Pakistan's former prime minister Nawaz Sharif has been issued a passport to return to his home country from the UK where he was seeking treatment, a media report said on Monday.
The 72-year-old three-time premier, against whom several corruption cases were launched by the government of former prime minister Imran Khan, had left for London in November 2019 after the Lahore High Court granted him four-week permission allowing him to go abroad for his treatment.
The Express Tribune newspaper reported that he has been issued a passport by the new government headed by his younger brother, Prime Minister Shehbaz Sharif.
The nature of the passport is “ordinary” and it was made in the “urgent” category, Geo News reported.

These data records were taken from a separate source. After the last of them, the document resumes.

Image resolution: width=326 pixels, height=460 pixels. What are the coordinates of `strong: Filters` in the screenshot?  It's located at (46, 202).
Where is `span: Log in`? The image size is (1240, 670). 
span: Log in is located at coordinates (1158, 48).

Sharif, who is the Pakistan Muslim League-Nawaz (PML-N) supremo, last week met Pakistan People's Party (PPP) Chairman Bilawal Bhutto-Zardari in London and discussed the "overall political situation" in Pakistan and vowed to work together on issues pertaining to politics and national interest.

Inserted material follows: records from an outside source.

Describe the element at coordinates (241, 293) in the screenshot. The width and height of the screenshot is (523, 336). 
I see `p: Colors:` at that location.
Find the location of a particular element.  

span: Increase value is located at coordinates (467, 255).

The PPP and the PML-N -- the two main political parties -- have been alternatively in power when the military was not ruling the country.
The powerful Army has ruled the coup-prone country for more than half of its 75-plus years of existence.
Sharif, before flying to the UK in 2019, had given an undertaking to the Lahore High Court to return to Pakistan, citing his record to face the process of law and justice within four weeks or as soon as he is declared healthy and fit to travel by doctors.
He was also given bail in the Al-Azizia Mills corruption case in which he was serving seven-year imprisonment in Lahore's high-security Kot Lakhpat jail.